The two Indians walked on either side of Yogi. They turned down a side street, and all three halted before a building that looked something like a stable. It was a stable. The two Indians opened the door and Yogi followed them inside. A ladder led upstairs to the floor above. It was dark inside the stable, but one of the Indians lit a match to show Yogi the ladder.
The little Indian climbed up first, the metal hinges of his artificial limbs squeaking as he climbed. Yogi followed him, and the other Indian climbed last, lighting Yogi’s way with matches. The little Indian knocked on the roof where the ladder stopped against the wall. There was an answering knock. The little Indian knocked in answer, three sharp knocks on the roof above his head. A trap-door in the roof was raised, and they climbed up through into the lighted room.
In one corner of the room there was a bar with a brass rail and tall spittoons. Behind the bar was a mirror. Easy-chairs were all around the room. There was a pool-table. Magazines on sticks hung in a line on the wall. There was a framed autographed portrait of Henry Wadsworth Longfellow on the wall draped in the American flag. Several Indians were sitting in the easy-chairs reading. A little group stood at the bar.
“Nice little club, eh?” An Indian came up and shook hands with Yogi. “I see you almost every day at the pump-factory.”
He was a man who worked at one of the machines near Yogi in the factory. Another Indian came up and shook hands with Yogi. He also worked in the pump-factory.
“Rotten luck about the chinook,” he said.
“Yes,” Yogi said. “Just a false alarm.”
“Come and have a drink,” the first Indian said.
“I’m with a party,” Yogi answered. Who were these Indians, anyway?
“Bring them along too,” the first Indian said. “Always room for one more.”
Yogi looked around him. The two Indians who had brought him were gone. Where were they? Then he saw them. They were over at the pool-table. The tall refined Indian to whom Yogi was talking followed his glance. He nodded his head in understanding.
“They’re woods Indians,” he explained apologetically. “We’re most of us town Indians here.”
“Yes, of course,” Yogi agreed.
“The little chap has a very good war record,” the tall refined Indian remarked. “The other chap was a major too, I believe.”
Yogi was guided over to the bar by the tall refined Indian. Behind the bar was the bartender. He was a Negro.

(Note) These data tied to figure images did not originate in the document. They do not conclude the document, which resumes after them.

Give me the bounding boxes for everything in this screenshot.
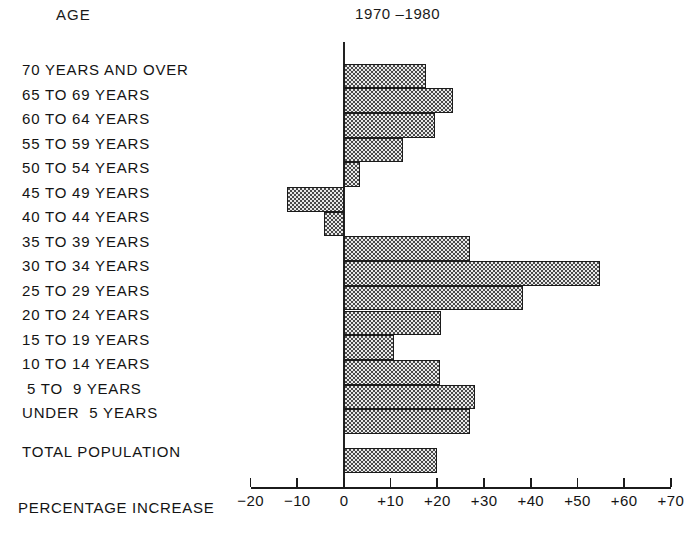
bar-10-to-14-years [344, 360, 440, 385]
x-axis-line [251, 487, 671, 489]
bar-30-to-34-years [344, 261, 600, 286]
plot-area: −20−100+10+20+30+40+50+60+70 [0, 0, 687, 536]
bar-60-to-64-years [344, 113, 435, 138]
x-axis-tick-label: −10 [272, 492, 322, 509]
x-axis-tick [577, 478, 579, 487]
x-axis-tick [530, 478, 532, 487]
x-axis-tick-label: +40 [506, 492, 556, 509]
bar-40-to-44-years [324, 212, 344, 237]
bar-5-to-9-years [344, 385, 475, 410]
bar-25-to-29-years [344, 286, 523, 311]
x-axis-tick [343, 478, 345, 487]
bar-50-to-54-years [344, 162, 360, 187]
chart-figure: AGE 1970 –1980 70 YEARS AND OVER65 TO 69… [0, 0, 687, 536]
bar-70-years-and-over [344, 64, 426, 89]
x-axis-tick [296, 478, 298, 487]
bar-35-to-39-years [344, 236, 470, 261]
x-axis-tick-label: −20 [226, 492, 276, 509]
bar-65-to-69-years [344, 88, 453, 113]
x-axis-tick-label: +10 [366, 492, 416, 509]
x-axis-tick-label: 0 [319, 492, 369, 509]
x-axis-tick-label: +60 [599, 492, 649, 509]
bar-total-population [344, 448, 437, 473]
x-axis-tick [390, 478, 392, 487]
x-axis-tick [250, 478, 252, 487]
x-axis-tick-label: +70 [646, 492, 687, 509]
x-axis-tick [623, 478, 625, 487]
x-axis-tick-label: +30 [459, 492, 509, 509]
x-axis-tick-label: +50 [553, 492, 603, 509]
x-axis-tick [670, 478, 672, 487]
bar-45-to-49-years [287, 187, 344, 212]
x-axis-tick-label: +20 [412, 492, 462, 509]
bar-20-to-24-years [344, 311, 441, 336]
bar-15-to-19-years [344, 335, 394, 360]
bar-under-5-years [344, 409, 470, 434]
bar-55-to-59-years [344, 138, 403, 163]
x-axis-tick [483, 478, 485, 487]
x-axis-tick [436, 478, 438, 487]
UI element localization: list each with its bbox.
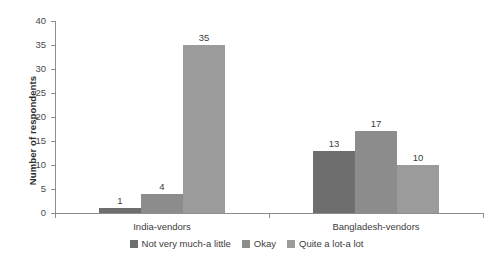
legend-item[interactable]: Quite a lot-a lot	[287, 238, 363, 249]
y-axis-tick: 20	[0, 112, 55, 122]
bar-value-label: 13	[329, 138, 340, 149]
legend-swatch-icon	[242, 240, 250, 248]
legend-swatch-icon	[287, 240, 295, 248]
y-axis-tick-label: 30	[35, 64, 46, 74]
y-axis-tick-label: 20	[35, 112, 46, 122]
y-axis-tick-label: 0	[41, 208, 46, 218]
y-axis-tick-label: 5	[41, 184, 46, 194]
y-axis-tick: 5	[0, 184, 55, 194]
y-axis-tick-label: 35	[35, 40, 46, 50]
bar-value-label: 1	[117, 195, 122, 206]
y-axis-tick: 0	[0, 208, 55, 218]
x-axis-tick-mark	[55, 213, 56, 218]
y-axis-tick: 15	[0, 136, 55, 146]
y-axis-tick-label: 25	[35, 88, 46, 98]
y-axis-tick: 10	[0, 160, 55, 170]
y-axis-tick-label: 10	[35, 160, 46, 170]
bar: 4	[141, 194, 183, 213]
bar-chart: Number of respondents 0510152025303540 1…	[0, 0, 493, 267]
y-axis-tick-label: 15	[35, 136, 46, 146]
chart-legend: Not very much-a littleOkayQuite a lot-a …	[0, 238, 493, 249]
legend-item[interactable]: Okay	[242, 238, 276, 249]
x-axis-group-label: Bangladesh-vendors	[269, 221, 483, 232]
bar: 1	[99, 208, 141, 213]
y-axis-tick: 25	[0, 88, 55, 98]
legend-swatch-icon	[130, 240, 138, 248]
bar: 10	[397, 165, 439, 213]
legend-label: Quite a lot-a lot	[299, 238, 363, 249]
x-axis-group-label: India-vendors	[55, 221, 269, 232]
x-axis-tick-mark	[269, 213, 270, 218]
x-axis-tick-mark	[483, 213, 484, 218]
bar: 17	[355, 131, 397, 213]
legend-item[interactable]: Not very much-a little	[130, 238, 231, 249]
bar-value-label: 17	[371, 118, 382, 129]
y-axis-tick: 35	[0, 40, 55, 50]
bar: 35	[183, 45, 225, 213]
bar-value-label: 10	[413, 152, 424, 163]
bar: 13	[313, 151, 355, 213]
legend-label: Not very much-a little	[142, 238, 231, 249]
y-axis-tick: 30	[0, 64, 55, 74]
legend-label: Okay	[254, 238, 276, 249]
plot-area: 1435131710	[55, 21, 483, 213]
bar-value-label: 35	[199, 32, 210, 43]
bar-value-label: 4	[159, 181, 164, 192]
y-axis-tick: 40	[0, 16, 55, 26]
y-axis-tick-label: 40	[35, 16, 46, 26]
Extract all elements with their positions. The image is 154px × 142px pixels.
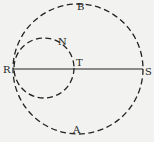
label-n: N bbox=[58, 36, 67, 47]
label-t: T bbox=[76, 57, 83, 68]
label-r: R bbox=[3, 64, 11, 75]
label-s: S bbox=[145, 66, 152, 77]
label-a: A bbox=[72, 124, 81, 135]
label-b: B bbox=[77, 1, 84, 12]
small-circle bbox=[14, 38, 74, 98]
diagram: R S T N B A bbox=[0, 0, 154, 142]
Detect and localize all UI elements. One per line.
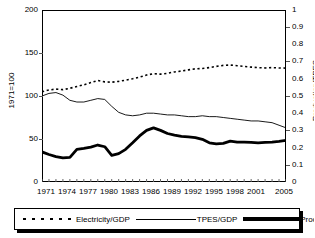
series-production-tpes <box>42 128 286 158</box>
y-axis-right-title: Production/TPES <box>311 51 315 131</box>
y-axis-left-tickmark <box>39 53 43 54</box>
chart-legend: Electricity/GDP TPES/GDP Production/TPES <box>14 208 300 230</box>
y-axis-right-tickmark <box>286 27 290 28</box>
y-axis-left-tick-100: 100 <box>12 92 38 100</box>
legend-label-production-tpes: Production/TPES <box>300 215 314 224</box>
thick-line-swatch-icon <box>243 217 299 221</box>
y-axis-right-tickmark <box>286 61 290 62</box>
y-axis-left-tick-200: 200 <box>12 6 38 14</box>
chart-page: 200 150 100 50 0 1 0.9 0.8 0.7 0.6 0.5 0… <box>0 0 314 238</box>
series-electricity-gdp <box>42 65 286 92</box>
legend-item-electricity-gdp: Electricity/GDP <box>23 215 130 224</box>
chart-area: 200 150 100 50 0 1 0.9 0.8 0.7 0.6 0.5 0… <box>0 0 314 200</box>
y-axis-right-tickmark <box>286 96 290 97</box>
thin-line-swatch-icon <box>136 219 196 220</box>
legend-label-electricity-gdp: Electricity/GDP <box>76 215 130 224</box>
y-axis-right-tick-0-1: 0.1 <box>292 161 314 169</box>
y-axis-right-tick-1: 1 <box>292 6 314 14</box>
y-axis-left-title: 1971=100 <box>7 56 16 126</box>
x-axis-tick-2005: 2005 <box>269 188 299 196</box>
y-axis-right-tickmark <box>286 165 290 166</box>
y-axis-left-tickmark <box>39 96 43 97</box>
plot-canvas <box>42 10 286 182</box>
legend-item-tpes-gdp: TPES/GDP <box>136 215 237 224</box>
y-axis-left-tickmark <box>39 139 43 140</box>
y-axis-right-tickmark <box>286 130 290 131</box>
legend-item-production-tpes: Production/TPES <box>243 215 314 224</box>
y-axis-left-tick-0: 0 <box>12 178 38 186</box>
series-tpes-gdp <box>42 93 286 128</box>
y-axis-right-tick-0-8: 0.8 <box>292 40 314 48</box>
y-axis-right-tick-0-9: 0.9 <box>292 23 314 31</box>
y-axis-right-tick-0-2: 0.2 <box>292 144 314 152</box>
dotted-line-swatch-icon <box>23 218 75 220</box>
legend-label-tpes-gdp: TPES/GDP <box>197 215 237 224</box>
y-axis-left-tick-50: 50 <box>12 135 38 143</box>
y-axis-left-tick-150: 150 <box>12 49 38 57</box>
y-axis-right-tick-0: 0 <box>292 178 314 186</box>
x-axis-tick-2001: 2001 <box>241 188 271 196</box>
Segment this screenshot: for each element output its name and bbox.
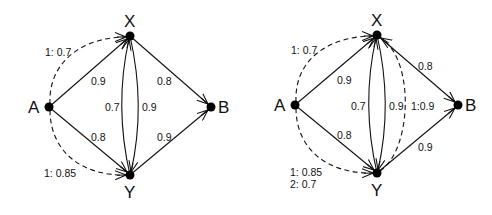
node-label-b: B [218, 98, 229, 117]
node-label-x: X [371, 11, 382, 30]
edge-x-y [130, 36, 138, 172]
edge-label-x-y: 0.9 [142, 101, 157, 113]
node-label-b: B [465, 96, 476, 115]
node-b [454, 101, 463, 110]
node-label-y: Y [124, 183, 135, 202]
node-label-a: A [28, 98, 40, 117]
edge-y-x [369, 38, 377, 173]
edge-x-b [130, 36, 208, 104]
edge-label-y-b: 0.9 [418, 141, 433, 153]
edge-label-y-b: 0.9 [157, 131, 172, 143]
edge-label-dashed-a-y-2: 2: 0.7 [290, 178, 316, 190]
node-a [45, 103, 54, 112]
edge-label-x-b: 0.8 [418, 60, 433, 72]
right-diagram: A X Y B 0.9 0.8 0.8 0.9 0.7 0.9 1: 0.7 1… [274, 11, 476, 200]
node-b [207, 103, 216, 112]
node-x [373, 31, 382, 40]
edge-label-dashed-a-y: 1: 0.85 [290, 166, 322, 178]
edge-label-dashed-a-x: 1: 0.7 [291, 44, 317, 56]
edge-label-y-x: 0.7 [351, 100, 366, 112]
edge-label-dashed-a-x: 1: 0.7 [45, 46, 71, 58]
dashed-edge-a-y [50, 110, 126, 175]
node-x [126, 32, 135, 41]
node-y [126, 171, 135, 180]
edge-label-x-y: 0.9 [389, 100, 404, 112]
edge-a-y [295, 105, 374, 170]
node-y [373, 169, 382, 178]
node-label-x: X [124, 12, 135, 31]
dashed-edge-a-y [296, 108, 373, 173]
edge-label-a-y: 0.8 [337, 129, 352, 141]
edge-x-y [377, 35, 385, 170]
diagram-canvas: A X Y B 0.9 0.8 0.8 0.9 0.7 0.9 1: 0.7 1… [0, 0, 492, 215]
node-label-y: Y [371, 181, 382, 200]
edge-label-dashed-y-x: 1:0.9 [411, 100, 435, 112]
edge-y-x [122, 39, 130, 175]
edge-a-y [49, 107, 127, 172]
edge-label-y-x: 0.7 [105, 101, 120, 113]
left-diagram: A X Y B 0.9 0.8 0.8 0.9 0.7 0.9 1: 0.7 1… [28, 12, 229, 202]
edge-label-x-b: 0.8 [157, 75, 172, 87]
node-label-a: A [274, 96, 286, 115]
edge-label-a-y: 0.8 [91, 131, 106, 143]
edge-label-a-x: 0.9 [337, 74, 352, 86]
node-a [291, 101, 300, 110]
edge-label-dashed-a-y: 1: 0.85 [44, 167, 76, 179]
edge-label-a-x: 0.9 [91, 75, 106, 87]
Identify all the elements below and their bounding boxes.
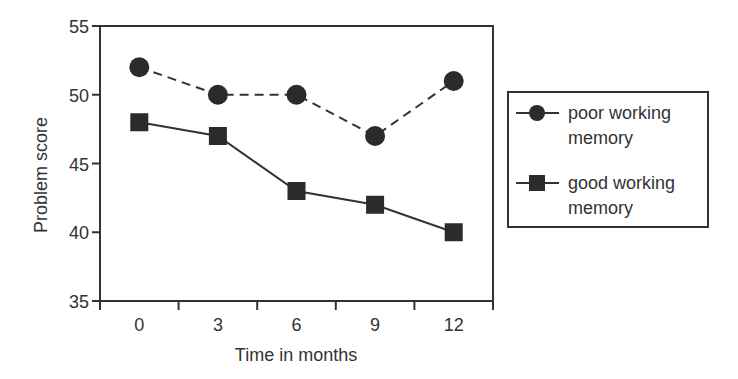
plot-frame	[100, 26, 493, 301]
circle-marker	[287, 85, 307, 105]
x-tick-label: 0	[134, 315, 144, 335]
y-tick-label: 50	[69, 86, 89, 106]
plot-border	[100, 26, 493, 301]
y-tick-label: 35	[69, 292, 89, 312]
circle-marker	[129, 57, 149, 77]
x-axis: 036912	[100, 301, 493, 335]
legend: poor workingmemorygood workingmemory	[508, 92, 708, 227]
x-axis-title: Time in months	[235, 345, 357, 365]
series-line	[139, 122, 453, 232]
square-marker	[130, 113, 148, 131]
x-tick-label: 9	[370, 315, 380, 335]
circle-marker	[208, 85, 228, 105]
legend-square-icon	[529, 175, 545, 191]
legend-label: memory	[568, 128, 633, 148]
square-marker	[366, 196, 384, 214]
y-axis: 3540455055	[69, 17, 100, 312]
legend-label: good working	[568, 173, 675, 193]
y-tick-label: 55	[69, 17, 89, 37]
legend-label: poor working	[568, 103, 671, 123]
x-tick-label: 6	[291, 315, 301, 335]
y-tick-label: 40	[69, 223, 89, 243]
square-marker	[209, 127, 227, 145]
x-tick-label: 12	[444, 315, 464, 335]
line-chart: 3540455055 036912 Time in months Problem…	[0, 0, 738, 379]
series-good-working-memory	[130, 113, 462, 241]
series-poor-working-memory	[129, 57, 463, 146]
circle-marker	[444, 71, 464, 91]
square-marker	[288, 182, 306, 200]
circle-marker	[365, 126, 385, 146]
series-layer	[129, 57, 463, 241]
y-tick-label: 45	[69, 155, 89, 175]
square-marker	[445, 223, 463, 241]
legend-circle-icon	[529, 105, 545, 121]
y-axis-title: Problem score	[31, 117, 51, 233]
legend-label: memory	[568, 198, 633, 218]
x-tick-label: 3	[213, 315, 223, 335]
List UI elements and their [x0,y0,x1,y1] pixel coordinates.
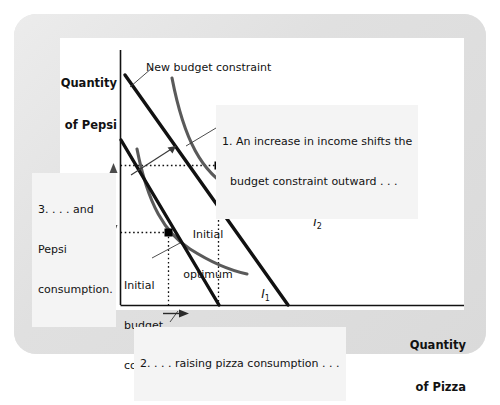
y-axis-title: Quantity of Pepsi [55,48,117,160]
callout-step3-line1: 3. . . . and [38,203,110,216]
callout-step2: 2. . . . raising pizza consumption . . . [134,327,346,401]
y-axis-title-line2: of Pepsi [55,118,117,132]
x-axis-title-line1: Quantity [404,338,466,352]
initial-optimum-label-line1: Initial [176,228,240,241]
i2-subscript: 2 [317,222,322,231]
initial-budget-constraint-line1: Initial [124,279,179,292]
callout-step2-text: 2. . . . raising pizza consumption . . . [140,357,340,370]
x-axis-title: Quantity of Pizza [404,310,466,405]
indifference-curve-i1-label: I1 [246,272,270,318]
callout-step1: 1. An increase in income shifts the budg… [216,105,418,219]
x-axis-title-line2: of Pizza [404,380,466,394]
initial-optimum-label-line2: optimum [176,268,240,281]
callout-step3-line3: consumption. [38,283,110,296]
callout-step1-line2: budget constraint outward . . . [222,175,412,188]
callout-step3-line2: Pepsi [38,243,110,256]
i1-subscript: 1 [265,294,270,303]
initial-optimum-marker [165,229,173,237]
callout-step1-line1: 1. An increase in income shifts the [222,135,412,148]
callout-step3: 3. . . . and Pepsi consumption. [32,173,116,327]
new-budget-constraint-label: New budget constraint [146,61,271,74]
y-axis-title-line1: Quantity [55,76,117,90]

“How would some Dog’s Head ale go?” asked the Indian.
“Fine,” Yogi said.
“Two Dog’s Heads, Bruce,” the Indian remarked to the bartender. The bartender broke into a chuckle.
“What are you laughing at, Bruce?” the Indian asked.
The Negro broke into a shrill haunting laugh.
“I knowed it, Massa Red Dog,” he said. “I knowed you’d ordah dat Dog’s Head all the time.”
“He’s a merry fellow,” the Indian remarked to Yogi. “I must introduce myself. Red Dog’s the name.”
“Johnson’s the name,” Yogi said. “Yogi Johnson.”
“Oh, we are all quite familiar with your name, Mr. Johnson,” Red Dog smiled. “I would like you to meet my friends Mr. Sitting Bull, Mr. Poisoned Buffalo, and Chief Running Skunk-Backwards.”
“Sitting Bull’s a name I know,” Yogi remarked, shaking hands.
“Oh, I’m not one of those Sitting Bulls,” Mr. Sitting Bull said.
“Chief Running Skunk-Backwards’s great-grandfather once sold the entire Island of Manhattan for a few strings of wampum.” Red Dog explained.